The Beaumont and Fletcher folios were two large folio collections of the stage plays of John Fletcher and his collaborators. The first was issued in 1647, and the second in 1679. The two collections were important in preserving many works of English Renaissance drama.
The 1647 folio was published by the booksellers Humphrey Moseley and Humphrey Robinson. It was modelled on the precedents of the first two folio collections of Shakespeare's plays, published in 1623 and 1632, and the first two folios of the works of Ben Jonson of 1616 and 1640–1. The title of the book was given as Comedies and Tragedies Written by Francis Beaumont and John Fletcher Gentlemen, though the prefatory matter in the folio recognised that Philip Massinger, rather than Francis Beaumont, collaborated with Fletcher on some of the plays included in the volume. (In fact, the 1647 volume "contained almost nothing of Beaumont's" work.) Seventeen works in Fletcher's canon that had already been published prior to 1647, and the rights to these plays belonged to the stationers who had issued those volumes; Robinson and Moseley therefore concentrated on the previously unpublished plays in the Fletcher canon.
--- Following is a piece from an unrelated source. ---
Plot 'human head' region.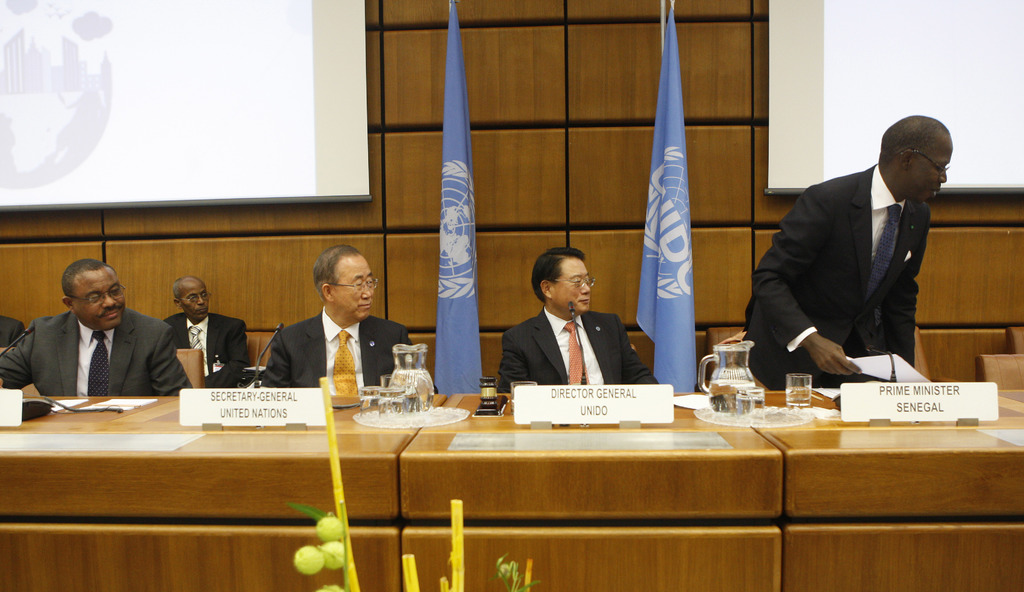
Plotted at detection(307, 245, 377, 317).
Most of these plays had been acted onstage by the King's Men, the troupe of actors for whom Fletcher had functioned as house dramatist for most of his career. The folio featured a dedication to Philip Herbert, 4th Earl of Pembroke, signed by ten of the King's Men – John Lowin, Joseph Taylor, Richard Robinson, Robert Benfield, Eliard Swanston, Thomas Pollard, Hugh Clark, William Allen, Stephen Hammerton, and Theophilus Bird – all idled by the closing of the theatres in 1642. It also contained two addresses to the reader, by James Shirley and by Moseley, and 37 commendatory poems, long and short, by figures famous and obscure, including Shirley, Ben Jonson,Richard Lovelace, Robert Herrick, Richard Brome, Jasper Mayne, Thomas Stanley, and Sir Aston Cockayne.